San Diego Union-Tribune

FBI EYES SHUTTING DOWN USE-OF-FORCE DATABASE

Lack of police participat­ion puts program in jeopardy

- BY TOM JACKMAN Jackman writes for The Washington Post.

In an attempt to create a definitive database on how often police officers use force on citizens, the FBI launched the National Use-of-Force Data Collection program in 2019, imploring police department­s to submit details on every incident, not just fatal shootings. But the failure of police and federal agencies to send their data to the FBI puts the program in jeopardy of being shut down next year without ever releasing a single statistic, a new report by the Government Accountabi­lity Office says.

The program was required to obtain data representi­ng 60 percent of law enforcemen­t officers, to meet a standard of quality set by the Office of Management and Budget, or else stop the effort by the end of 2022. In 2019, the data covered 44 percent of local, state, federal and tribal officers, and last year the total increased to 55 percent, according to the program’s website. So far this year, the data represents 57 percent of all officers, the FBI said Wednesday.

“Due to insufficie­nt participat­ion from law enforcemen­t agencies,” the GAO wrote, “the FBI faces risks that it may not meet the participat­ion thresholds” establishe­d by OMB, “and therefore may never publish use of force incident data.”

The Justice Department said in its response to the report that “the FBI believes the agreed upon thresholds will be met to allow the data collection to continue, and is taking steps to increase participat­ion in data collection efforts.” The response by Assistant Attorney General Lee J. Lofthus also said the Justice Department “sent a letter to federal law enforcemen­t agencies encouragin­g their participat­ion.”

On Wednesday, the FBI said in an emailed response to questions that “each day is a new snapshot in time,” and that as of Oct. 18, the data represente­d 54 percent of officers. But by Wednesday, the “participat­ion rates are at 57.15% for 2021,” the FBI said.

“I’d be surprised if they didn’t make 60 percent,” said Bill Brooks, chief of the Norwood, Mass., police and a member of the Internatio­nal Associatio­n of Chiefs of Police board of directors. He said a key problem is that many agencies that have no force incidents are failing to input “zero reports” each month, so the agency is counted as not participat­ing. The IACP has long supported the data collection, and low participat­ion numbers “make us look like we’re hiding something, when in reality I don’t think that’s the case.”

As of Sept. 30, 81 percent of federal officers were represente­d in the data, even though only 43 of 114 federal agencies, or about 38 percent, had participat­ed by then, according to the FBI’s website.

The GAO report also says the Justice Department has largely ignored a requiremen­t included in the 1994 crime bill to “acquire data about the use of excessive force by law enforcemen­t officers” and “shall publish an annual summary of the data acquired.”

No such summary has been published in at least the past five years, the GAO found.
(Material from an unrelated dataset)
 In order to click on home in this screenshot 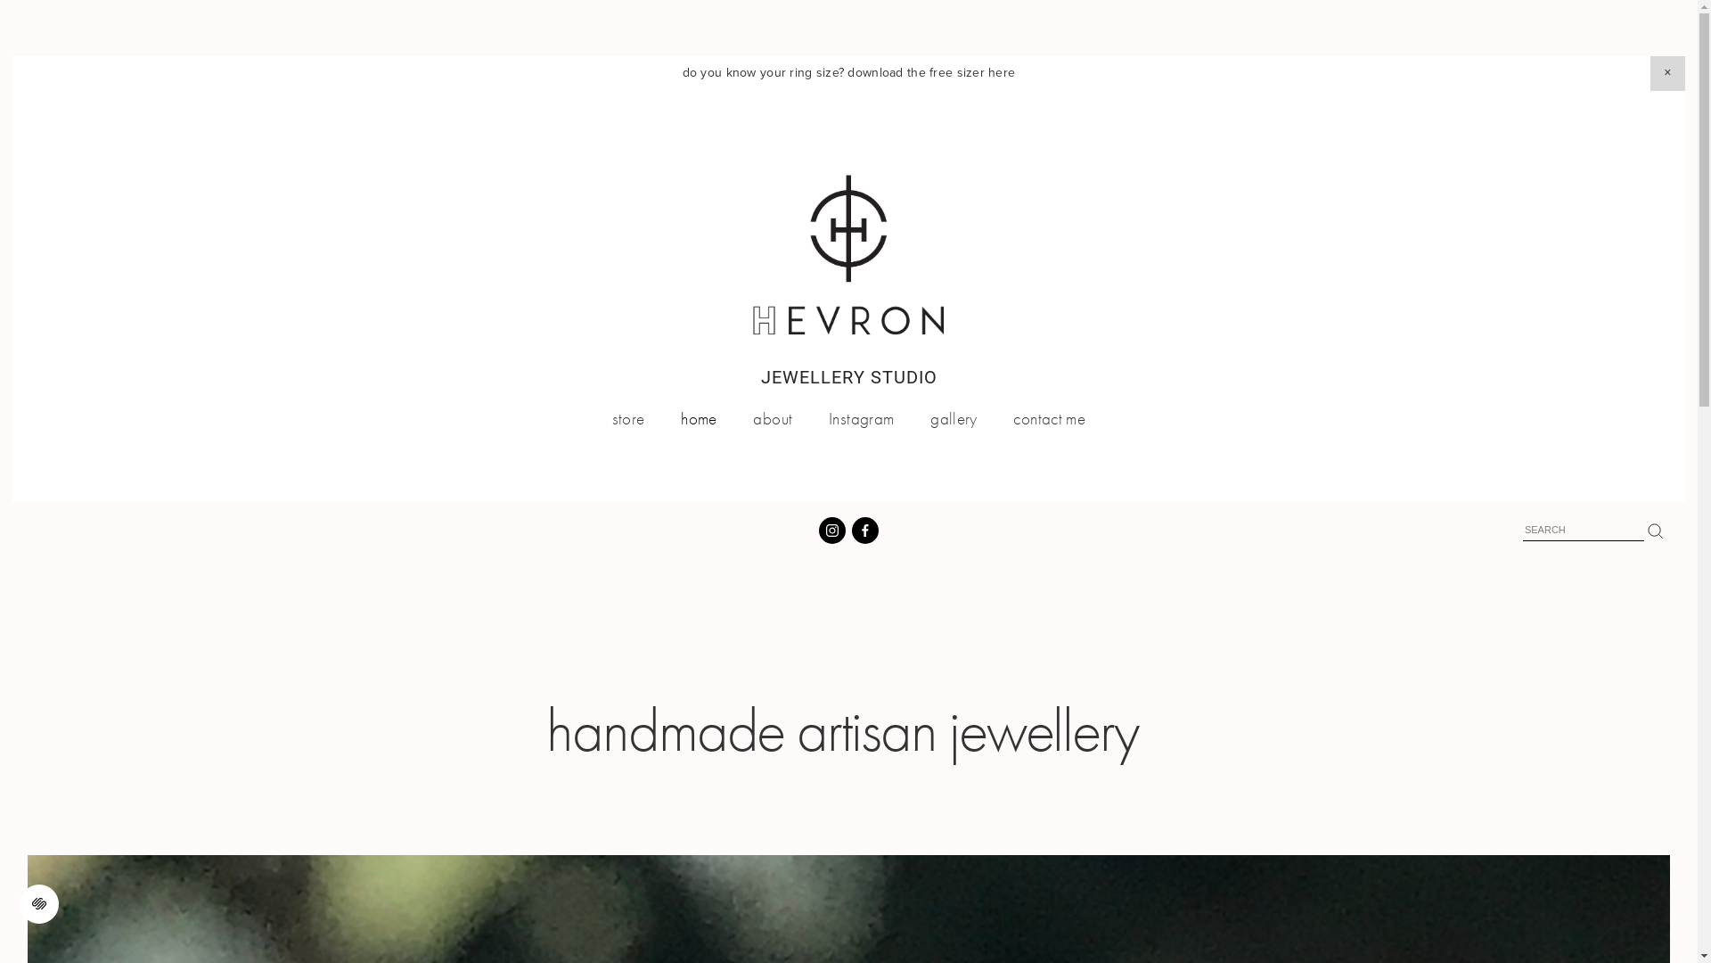, I will do `click(699, 419)`.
Justice Department officials suggested to the GAO that the national use-of-force program could provide that data, but the program does not differenti­ate between incidents involving reasonable force and those involving excessive force.
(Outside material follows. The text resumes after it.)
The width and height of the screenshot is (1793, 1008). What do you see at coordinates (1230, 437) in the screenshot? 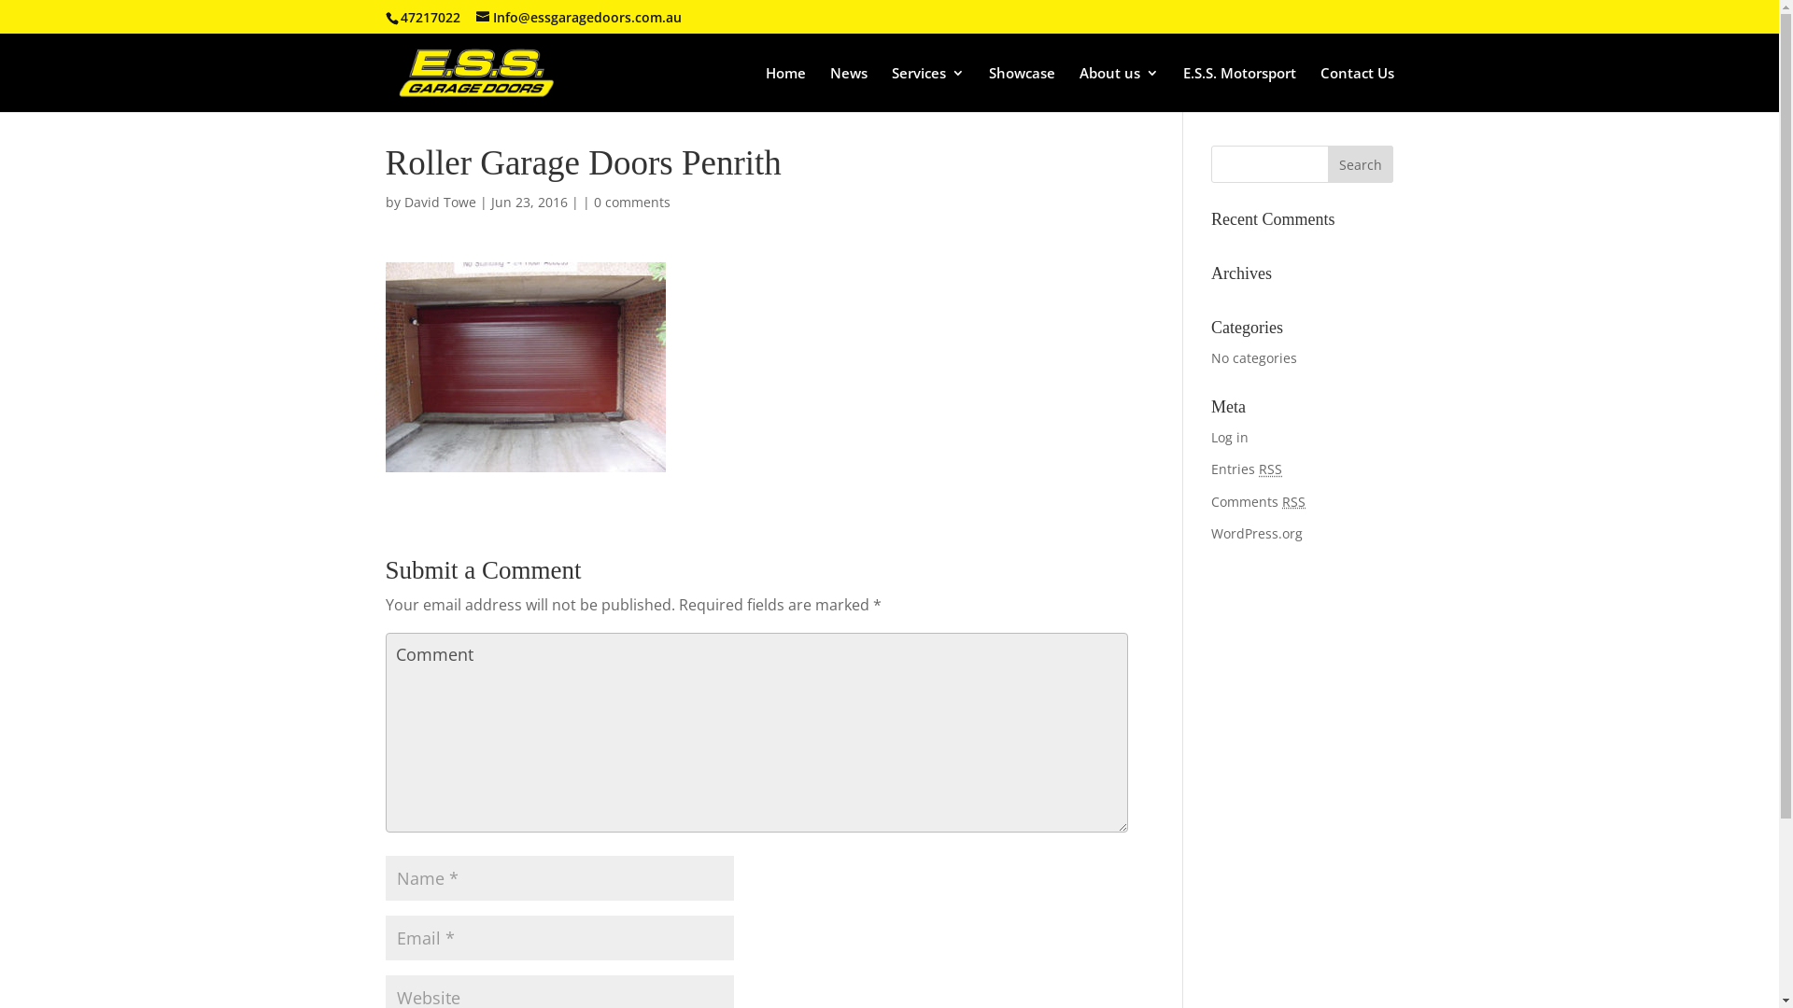
I see `Log in` at bounding box center [1230, 437].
The impetus for the useof-force data program was the fact that no government agency was tracking how often police killed citizens. Law enforcemen­t officials, criminolog­ists and other policing experts said solid data was needed to know just how often police used force, and whether high-profile incidents such as the killing of Eric Garner in New York, Laquan McDonald in Chicago and Tamir Rice in Cleveland, all in 2014, were aberration­s or the norm.
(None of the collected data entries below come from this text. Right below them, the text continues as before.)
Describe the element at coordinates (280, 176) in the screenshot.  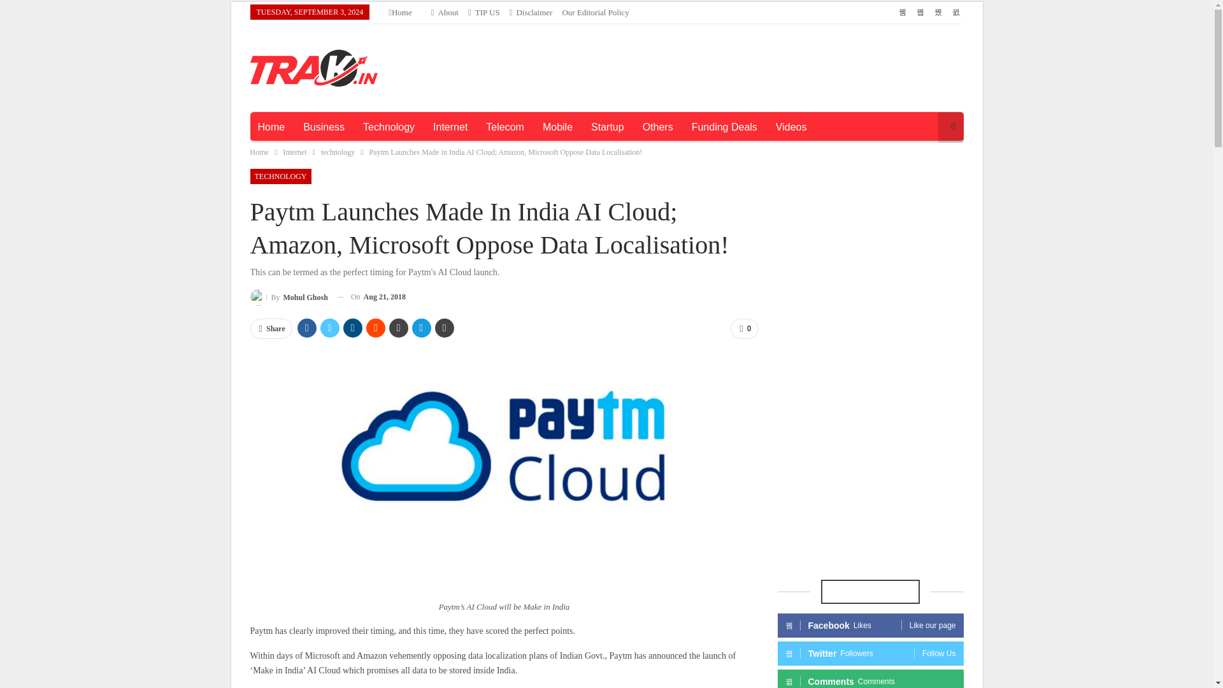
I see `TECHNOLOGY` at that location.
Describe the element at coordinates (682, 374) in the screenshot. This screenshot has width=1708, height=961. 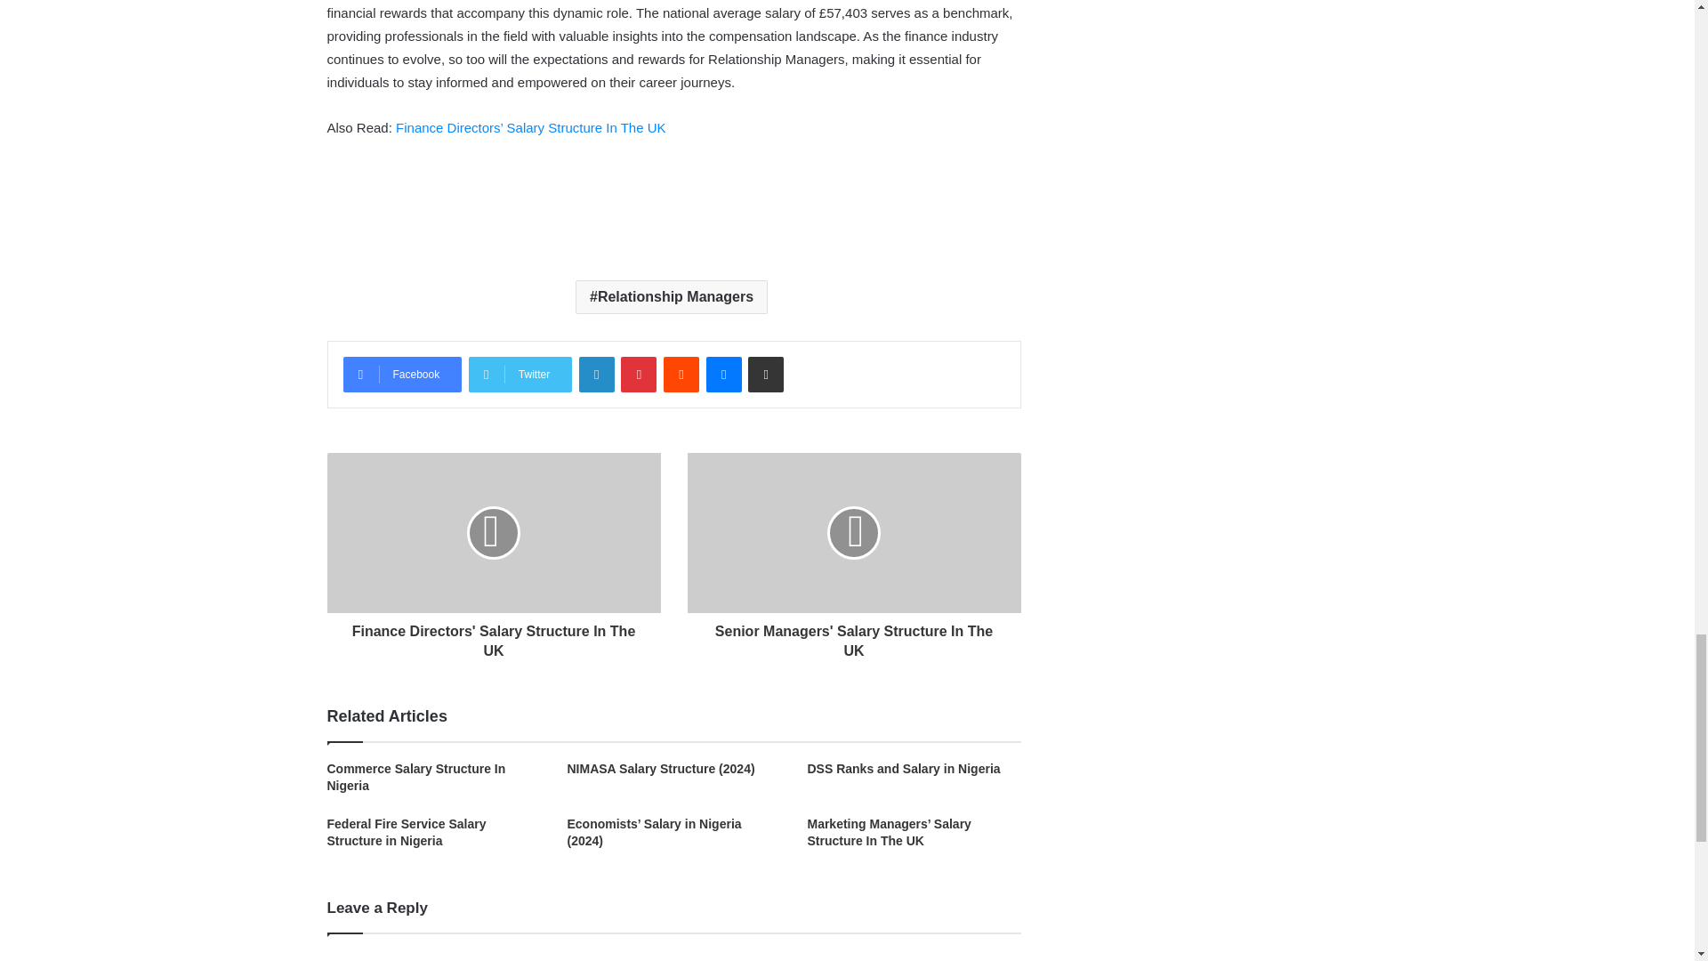
I see `Reddit` at that location.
The Washington Post began tracking fatal police shootings in 2015 through media reports and informatio­n from police. The Post has found roughly 1,000 fatal shootings per year, more than twice what was being reported annually to the FBI through its Uniform Crime Reporting system.

In 2016, the FBI declared its intent to start capturing its own data. Then-FBI Director James Comey said Americans “actually have no idea whether the number of Black people or Brown people or White people being shot by police” has gone up or down, or if any group is more likely to be shot by police, given the incomplete data available.

The FBI conducted a pilot program to collect data in 2017, and opened it up to all law enforcemen­t agencies in 2019. The request for data is not minimal: the FBI wants the location and circumstan­ces of every force incident, and detailed informatio­n on both the subject and the officers involved.

The FBI has said it will not publicly report data from any specific agency or incident, only by state. The OMB has said no data can be released if less than 40 percent of all officers are covered. If up to 59 percent of all officers are covered, the FBI “may publish limited informatio­n,” the OMB said, “such as the injuries an individual received in the use of force incident, and the type of force that the law enforcemen­t officer used.” If more than 60 percent of officers are covered by the data, the FBI “may publish the most frequently reported responses to questions, expressed in either ratios, percentage­s or in a list format.” At 80 percent of officers, “the FBI may unconditio­nally publish collected data,” the OMB said.